When I boot my PC, the green progress bar takes an age to complete, and then i’m left staring at a black screen for 4-5 minutes before the splash appears, which takes a further 2-3 minutes to load my desktop. How do I go about finding out what is causing this painfully slow boot?
Why does avahi take so much time to load? I don’t use it so I don’t really know, but it’s on top of your list.
Also the firewall service shouldn’t take so much time, at least it does not on my system.
[QUOTE=finders;2505135]Why does avahi take so much time to load? I don’t use it so I don’t really know, but it’s on top of your list.
Also the firewall service shouldn’t take so much time, at least it does not on my system.
Can you tell me what avahi does and what I can do to disable it? As far as the firewall is concerned, I have a hardware firewall router so I probably don't need to use the suse firewall.
You can either uninstall it, delete it from /etc/init.d/ or disable it from yast. That’s how I would solve it.
But if you don’t know what it does or why it’s there, leaving it alone might be a good idea.
Maybe some of your programs depend on it, I can only guess because I don’t use it.
On 2012-11-20 10:36, finders wrote:
>
> chyrania;2504845 Wrote:
>>
>> colin@linux-rjqz:~> systemd-analyze blame
>> 33481ms avahi-daemon.service
>> 33359ms SuSEfirewall2_init.service
>> 24940ms remount-rootfs.service
>> 10233ms systemd-modules-load.service
>> 7864ms systemd-vconsole-setup.service
>> 7030ms network.service
>>
>
> Why does avahi take so much time to load? I don’t use it so I don’t
> really know, but it’s on top of your list.
Don’t be misled by analyze blame. That a service ends in thirty seconds
doesn’t mean that it is holding and delaying boot by thirty seconds.
Instead use the boot graph.
–
Cheers / Saludos,
Carlos E. R.
(from 11.4 x86_64 “Celadon” (Minas Tirith))
As far as my experience goes with these services, they all run in parallel by default, so if one of them stalls, others continue on top of it.
If however I use sysvinit-init and set RUN_PARALLEL=“no” then the system would run one at the time so if one of them stalls, others won’t start.
I may be wrong but that’s how it used to work before systemd. Anyway, it’s an interesting subject.
I’ve seen certain delays with sysvinit , but almost exclusively related to ifconfig, ntp and dns.
Never seen a firewall taking this long, something’s obviously wrong with it.
Wouldn’t that cause ntp.service to hang as well?
This reminds me of a time when I had to get rid of network manager.
Switched to static ifup and it’d cut boot time in half, no idea if that’s still the case with systemd.
> Wouldn’t that cause ntp.service to hang as well?
Yes.
> This reminds me of a time when I had to get rid of network manager.
> Switched to static ifup and it’d cut boot time in half, no idea if
> that’s still the case with systemd.
Could be.
–
Cheers / Saludos,
Carlos E. R.
(from 11.4 x86_64 “Celadon” (Minas Tirith))
Just run “systemd-analyze plot > /tmp/boot.svg” and open the file with firefox. There you should be able to identify the critical path that causes the delay.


§ **Aim of the exercise**
What lines in the listing below hold the string "title"? Please copy them out.

§ **Data shown**
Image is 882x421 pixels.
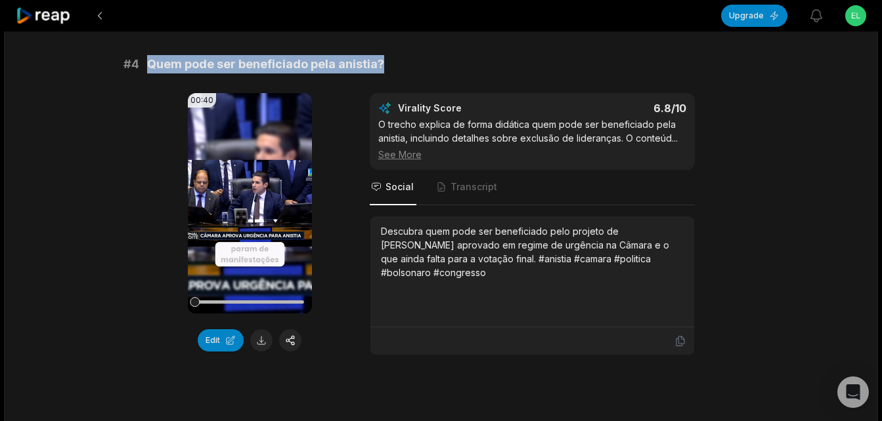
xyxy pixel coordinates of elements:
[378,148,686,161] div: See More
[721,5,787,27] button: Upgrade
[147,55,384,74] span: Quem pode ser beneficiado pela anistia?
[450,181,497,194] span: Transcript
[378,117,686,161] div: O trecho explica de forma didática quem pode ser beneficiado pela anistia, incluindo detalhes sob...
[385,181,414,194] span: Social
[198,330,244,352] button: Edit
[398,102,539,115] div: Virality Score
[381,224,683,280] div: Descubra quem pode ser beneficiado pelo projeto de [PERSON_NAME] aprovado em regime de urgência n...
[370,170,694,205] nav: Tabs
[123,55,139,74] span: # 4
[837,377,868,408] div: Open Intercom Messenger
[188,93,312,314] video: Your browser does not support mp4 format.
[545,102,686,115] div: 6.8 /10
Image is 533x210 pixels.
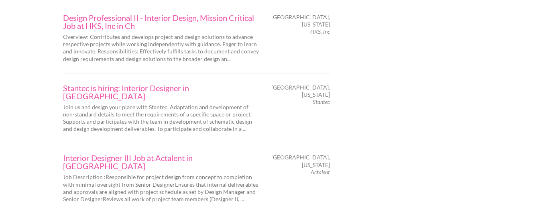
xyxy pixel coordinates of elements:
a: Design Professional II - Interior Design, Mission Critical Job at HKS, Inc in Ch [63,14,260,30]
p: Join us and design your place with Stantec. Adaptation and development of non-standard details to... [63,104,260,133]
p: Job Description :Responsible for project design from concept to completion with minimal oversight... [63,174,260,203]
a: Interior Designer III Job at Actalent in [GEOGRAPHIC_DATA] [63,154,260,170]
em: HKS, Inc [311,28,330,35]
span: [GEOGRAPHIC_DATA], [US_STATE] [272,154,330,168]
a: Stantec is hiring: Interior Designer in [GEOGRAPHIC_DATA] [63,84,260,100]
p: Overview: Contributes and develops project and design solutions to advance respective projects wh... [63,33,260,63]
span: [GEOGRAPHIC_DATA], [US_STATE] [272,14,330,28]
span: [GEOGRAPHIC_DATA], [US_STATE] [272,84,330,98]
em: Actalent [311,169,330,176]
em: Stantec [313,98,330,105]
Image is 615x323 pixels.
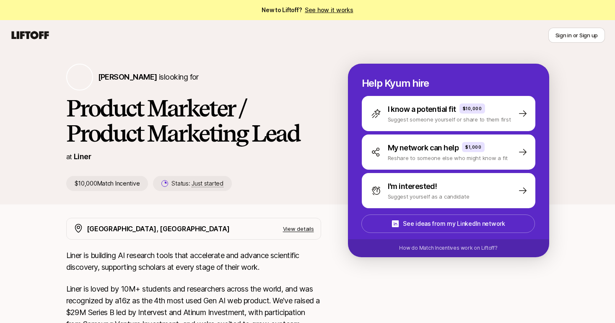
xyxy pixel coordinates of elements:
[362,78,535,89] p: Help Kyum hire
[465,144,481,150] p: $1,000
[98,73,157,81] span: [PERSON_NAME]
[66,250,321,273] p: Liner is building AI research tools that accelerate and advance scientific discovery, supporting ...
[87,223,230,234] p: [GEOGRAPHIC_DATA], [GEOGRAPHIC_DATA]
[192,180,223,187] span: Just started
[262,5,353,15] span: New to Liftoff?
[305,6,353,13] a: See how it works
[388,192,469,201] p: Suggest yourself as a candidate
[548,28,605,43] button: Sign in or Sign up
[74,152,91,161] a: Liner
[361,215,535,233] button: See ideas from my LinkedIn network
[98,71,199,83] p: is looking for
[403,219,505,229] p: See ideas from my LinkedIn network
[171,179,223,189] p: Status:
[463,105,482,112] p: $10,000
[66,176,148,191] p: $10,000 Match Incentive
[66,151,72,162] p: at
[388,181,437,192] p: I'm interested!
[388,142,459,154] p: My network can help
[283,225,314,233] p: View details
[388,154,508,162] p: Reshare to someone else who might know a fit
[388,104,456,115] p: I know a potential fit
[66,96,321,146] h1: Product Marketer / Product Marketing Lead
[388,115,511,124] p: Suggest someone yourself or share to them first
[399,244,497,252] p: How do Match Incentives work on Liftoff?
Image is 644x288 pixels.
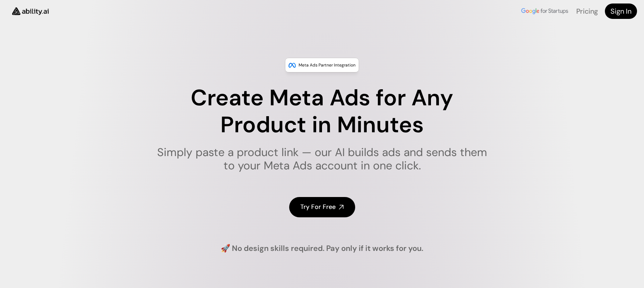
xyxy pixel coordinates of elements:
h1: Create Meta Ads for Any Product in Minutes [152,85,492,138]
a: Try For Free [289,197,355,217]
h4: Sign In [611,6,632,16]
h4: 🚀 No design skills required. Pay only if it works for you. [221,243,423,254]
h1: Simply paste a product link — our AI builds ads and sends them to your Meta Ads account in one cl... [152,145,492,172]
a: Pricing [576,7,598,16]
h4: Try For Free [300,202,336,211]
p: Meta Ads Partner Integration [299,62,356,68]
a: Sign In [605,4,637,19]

...

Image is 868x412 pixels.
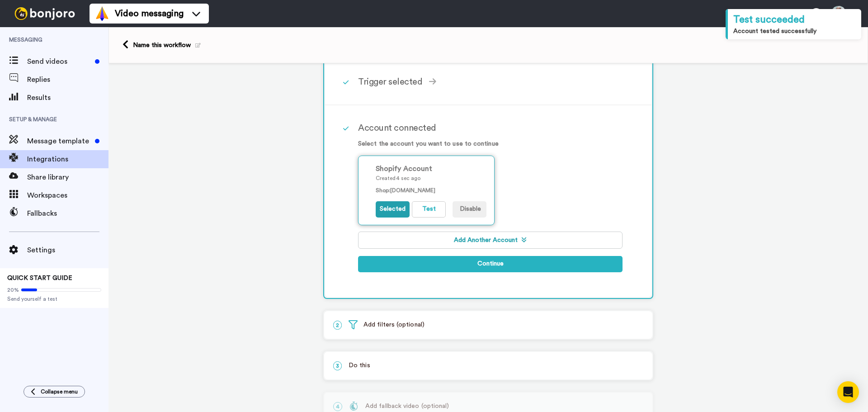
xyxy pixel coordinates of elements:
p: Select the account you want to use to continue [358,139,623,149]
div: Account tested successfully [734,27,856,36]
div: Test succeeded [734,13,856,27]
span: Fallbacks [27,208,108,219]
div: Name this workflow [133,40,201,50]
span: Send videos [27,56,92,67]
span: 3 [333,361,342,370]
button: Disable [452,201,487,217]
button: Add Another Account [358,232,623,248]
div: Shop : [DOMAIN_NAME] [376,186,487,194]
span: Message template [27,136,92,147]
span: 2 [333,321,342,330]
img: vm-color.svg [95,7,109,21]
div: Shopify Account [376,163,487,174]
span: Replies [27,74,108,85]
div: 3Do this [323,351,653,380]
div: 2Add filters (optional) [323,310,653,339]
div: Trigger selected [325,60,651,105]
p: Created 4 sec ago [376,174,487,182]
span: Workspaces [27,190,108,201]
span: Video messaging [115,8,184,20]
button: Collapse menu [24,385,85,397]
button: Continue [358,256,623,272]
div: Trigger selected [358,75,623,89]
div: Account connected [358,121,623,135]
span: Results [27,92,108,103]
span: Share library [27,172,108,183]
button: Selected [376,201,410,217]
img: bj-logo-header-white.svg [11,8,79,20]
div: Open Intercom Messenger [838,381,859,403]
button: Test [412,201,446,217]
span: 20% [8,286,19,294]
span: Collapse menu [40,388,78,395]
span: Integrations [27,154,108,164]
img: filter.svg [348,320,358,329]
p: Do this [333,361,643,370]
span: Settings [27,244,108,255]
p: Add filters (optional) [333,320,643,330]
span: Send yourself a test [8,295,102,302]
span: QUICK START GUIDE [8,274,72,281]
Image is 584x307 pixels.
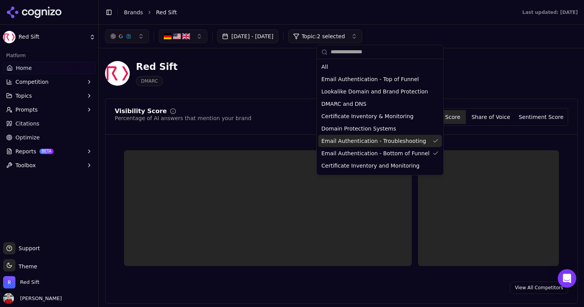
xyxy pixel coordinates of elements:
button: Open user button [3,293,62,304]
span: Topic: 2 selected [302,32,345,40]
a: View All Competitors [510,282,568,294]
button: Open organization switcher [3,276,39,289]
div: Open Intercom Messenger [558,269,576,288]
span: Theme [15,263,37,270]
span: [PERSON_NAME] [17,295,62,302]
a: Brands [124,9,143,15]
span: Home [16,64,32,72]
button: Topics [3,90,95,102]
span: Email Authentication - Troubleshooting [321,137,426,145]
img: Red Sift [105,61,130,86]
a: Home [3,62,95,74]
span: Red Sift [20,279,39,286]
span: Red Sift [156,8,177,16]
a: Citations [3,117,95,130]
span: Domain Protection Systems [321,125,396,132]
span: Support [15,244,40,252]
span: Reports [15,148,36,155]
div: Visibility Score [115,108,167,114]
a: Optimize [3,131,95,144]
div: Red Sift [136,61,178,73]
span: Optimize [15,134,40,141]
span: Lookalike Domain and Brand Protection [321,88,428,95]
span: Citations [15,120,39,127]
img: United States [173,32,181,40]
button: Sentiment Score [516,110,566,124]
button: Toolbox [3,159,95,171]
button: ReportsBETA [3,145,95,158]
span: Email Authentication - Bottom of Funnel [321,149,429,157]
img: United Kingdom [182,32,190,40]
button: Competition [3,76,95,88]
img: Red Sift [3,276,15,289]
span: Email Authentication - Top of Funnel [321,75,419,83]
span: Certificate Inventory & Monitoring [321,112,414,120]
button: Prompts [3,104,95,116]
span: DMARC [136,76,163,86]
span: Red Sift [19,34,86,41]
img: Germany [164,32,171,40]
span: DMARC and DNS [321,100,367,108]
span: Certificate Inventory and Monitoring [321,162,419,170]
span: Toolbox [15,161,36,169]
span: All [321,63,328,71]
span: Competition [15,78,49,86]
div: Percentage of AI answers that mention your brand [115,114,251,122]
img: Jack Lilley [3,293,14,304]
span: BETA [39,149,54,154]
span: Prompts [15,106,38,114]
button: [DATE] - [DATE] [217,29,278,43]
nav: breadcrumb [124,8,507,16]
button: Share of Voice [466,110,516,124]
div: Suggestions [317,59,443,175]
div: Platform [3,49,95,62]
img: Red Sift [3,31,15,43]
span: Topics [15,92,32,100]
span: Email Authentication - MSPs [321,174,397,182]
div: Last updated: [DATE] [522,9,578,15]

* * *

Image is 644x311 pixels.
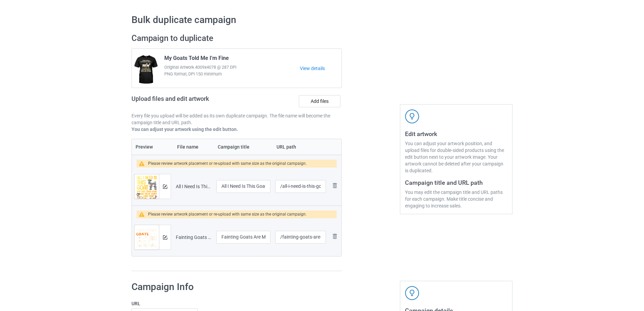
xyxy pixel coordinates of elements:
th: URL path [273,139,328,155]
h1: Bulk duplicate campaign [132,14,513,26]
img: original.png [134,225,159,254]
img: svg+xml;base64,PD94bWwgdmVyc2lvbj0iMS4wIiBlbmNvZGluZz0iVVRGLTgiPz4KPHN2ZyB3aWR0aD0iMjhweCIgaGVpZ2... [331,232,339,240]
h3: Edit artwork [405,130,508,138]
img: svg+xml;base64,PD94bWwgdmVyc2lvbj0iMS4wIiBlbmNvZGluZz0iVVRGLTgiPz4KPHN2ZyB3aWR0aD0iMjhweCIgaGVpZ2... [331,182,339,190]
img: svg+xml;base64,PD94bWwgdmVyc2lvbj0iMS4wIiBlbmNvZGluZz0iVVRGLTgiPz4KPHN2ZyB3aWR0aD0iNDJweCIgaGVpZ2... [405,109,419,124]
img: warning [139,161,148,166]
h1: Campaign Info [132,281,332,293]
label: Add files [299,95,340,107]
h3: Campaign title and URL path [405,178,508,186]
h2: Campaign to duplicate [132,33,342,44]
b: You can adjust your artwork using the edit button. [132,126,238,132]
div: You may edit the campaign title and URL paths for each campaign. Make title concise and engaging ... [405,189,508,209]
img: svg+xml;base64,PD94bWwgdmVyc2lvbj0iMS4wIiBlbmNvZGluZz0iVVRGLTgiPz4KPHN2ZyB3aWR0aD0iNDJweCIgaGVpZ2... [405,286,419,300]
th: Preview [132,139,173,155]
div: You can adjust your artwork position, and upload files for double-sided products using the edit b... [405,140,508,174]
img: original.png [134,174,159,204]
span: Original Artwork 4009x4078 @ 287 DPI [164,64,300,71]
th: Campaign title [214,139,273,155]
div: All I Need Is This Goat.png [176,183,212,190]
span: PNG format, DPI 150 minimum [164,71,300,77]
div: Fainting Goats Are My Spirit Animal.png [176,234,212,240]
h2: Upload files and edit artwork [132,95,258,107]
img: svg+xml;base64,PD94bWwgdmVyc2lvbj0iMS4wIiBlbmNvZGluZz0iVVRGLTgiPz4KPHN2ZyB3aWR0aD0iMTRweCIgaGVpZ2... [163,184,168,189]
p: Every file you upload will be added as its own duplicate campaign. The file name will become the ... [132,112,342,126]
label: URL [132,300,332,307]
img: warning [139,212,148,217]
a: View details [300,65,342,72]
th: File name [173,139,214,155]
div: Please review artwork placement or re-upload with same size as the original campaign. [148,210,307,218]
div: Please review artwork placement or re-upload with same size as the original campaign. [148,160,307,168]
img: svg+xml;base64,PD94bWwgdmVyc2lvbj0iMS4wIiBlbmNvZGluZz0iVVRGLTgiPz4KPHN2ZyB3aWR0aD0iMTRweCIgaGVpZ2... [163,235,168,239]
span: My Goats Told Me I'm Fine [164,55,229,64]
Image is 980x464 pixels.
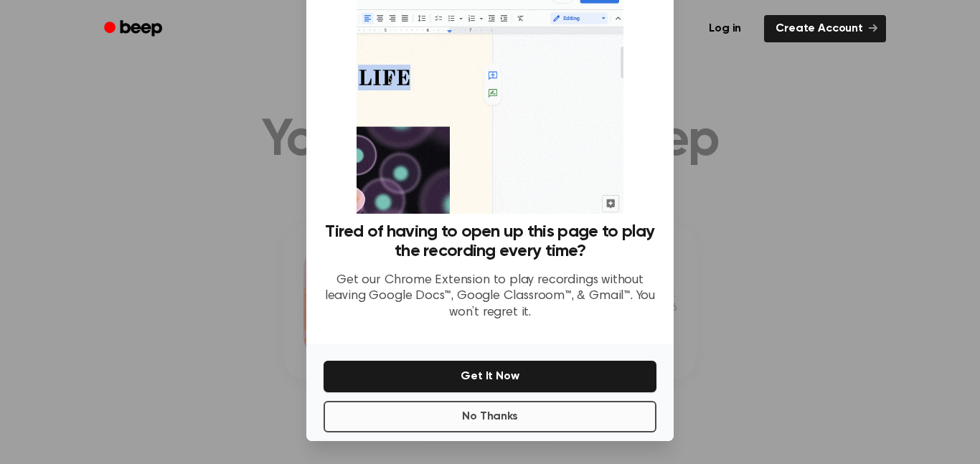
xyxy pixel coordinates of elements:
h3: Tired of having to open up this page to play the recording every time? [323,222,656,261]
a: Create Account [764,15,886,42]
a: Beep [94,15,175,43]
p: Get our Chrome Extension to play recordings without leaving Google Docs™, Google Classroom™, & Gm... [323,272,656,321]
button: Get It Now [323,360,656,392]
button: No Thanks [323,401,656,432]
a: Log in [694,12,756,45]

§ **Output for this task**
h3: Campaign title and URL path [405,178,508,186]
div: You may edit the campaign title and URL paths for each campaign. Make title concise and engaging ... [405,189,508,209]
th: Campaign title [214,139,273,155]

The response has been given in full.